‘Naturally. Don’t worry, Lieutenant. If your astronaut came down anywhere within 500 miles of here they’ll know about it.’ He unwrapped the parcel and removed a small teak cabinet. The front panel was slotted, and lifted to reveal the face of a large ormolu table clock, its Gothic hands and numerals below a gilded belldome. Captain Pereira compared its time with his wrist-watch. ‘Good. Running perfectly, it hasn’t lost a second in forty-eight hours. This should put us in Ryker’s good books.’
Connolly shook his head. ‘Why on earth does he want a clock? I thought the man had turned his back on such things.’
Pereira packed the tooled metal face away. ‘Ah, well, whenever we escape from anything we always carry a memento of it with us. Ryker collects clocks; this is the third I’ve bought for him. God knows what he does with them.’
The launch had changed course, and was moving in a wide circle across the river, the current whispering in a tender rippling murmur across the hull. They made their way up onto the deck, where the helmsman was unshackling several sections of the wire mesh in order to give himself an uninterrupted view of the bows. The two sailors climbed through the aperture and took up their positions fore and aft, boat-hooks at the ready.
They had entered a large bow-shaped extension of the river, where the current had overflowed the bank and produced a series of low-lying mud flats. Some two or three hundred yards wide, the water seemed to be almost motionless, seeping away through the trees which defined its margins so that the exit and inlet of the river were barely perceptible. At the inner bend of the bow, on the only firm ground, a small cantonment of huts had been built on a series of wooden palisades jutting out over the water. A narrow promontory of forest reached to either side of the cantonment, but a small area behind it had been cleared to form an open campong. On its far side were a number of wattle storage huts, a few dilapidated shacks and hovels of dried palm.

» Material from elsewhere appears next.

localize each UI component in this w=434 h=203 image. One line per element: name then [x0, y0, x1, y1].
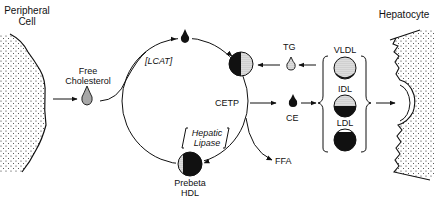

The entire area seemed deserted, but as they approached, the cutwater throwing a fine plume of white spray across the glassy swells, a few Indians appeared in the shadows below the creepers trailing over the jetty, watching them stonily. Connolly had expected to see a group of tall broad-shouldered warriors with white markings notched across their arms and cheeks, but these Indians were puny and degenerate, their pinched faces lowered beneath their squat bony skulls. They seemed undernourished and depressed, eyeing the visitors with a sort of sullen watchfulness, like pariah dogs from a gutter.
Pereira was shielding his eyes from the sun, across whose inclining path they were now moving, searching the ramshackle bungalow built of woven rattan at the far end of the jetty.
‘No signs of Ryker yet. He’s probably asleep or drunk.’ He noticed Connolly’s distasteful frown. ‘Not much of a place, I’m afraid.’
As they moved towards the jetty, the wash from the launch slapping at the greasy bamboo poles and throwing a gust of foul air into their faces, Connolly looked back across the open disc of water, into which the curving wake of the launch was dissolving in a final summary of their long voyage up-river to the derelict settlement, fading into the slack brown water like a last tenuous thread linking him with the order and sanity of civilization. A strange atmosphere of emptiness hung over this inland lagoon, a fiat pall of dead air that in a curious way was as menacing as any overt signs of hostility, as if the crudity and violence of all the Amazonian jungles met here in a momentary balance which some untoward movement of his own might upset, unleashing appalling forces. Away in the distance, down-shore, the great trees leaned like corpses into the glazed air, and the haze over the water embalmed the jungle and the late afternoon in an uneasy stillness.
They bumped against the jetty, rocking lightly into the palisade of poles and dislodging a couple of water-logged outriggers lashed together. The helmsman reversed the engine, waiting for the sailors to secure the lines. None of the Indians had come forward to assist them. Connolly caught a glimpse of one old simian face regarding him with a rheumy eye, riddled teeth nervously worrying a pouch-like lower lip.
He turned to Pereira, glad that the Captain would be interceding between himself and the Indians. ‘Captain, I should have asked before, but — are these Indians cannibalistic?’
Pereira shook his head, steadying himself against a stanchion. ‘Not at all. Don’t worry about that, they’d have been extinct years ago if they were.’
‘Not even — white men?’ For some reason Connolly found himself placing a peculiarly indelicate emphasis upon the word ‘white’.
Pereira laughed, straightening his uniform jacket. ‘For God’s sake, Lieutenant, no. Are you worrying that your astronaut might have been eaten by them?’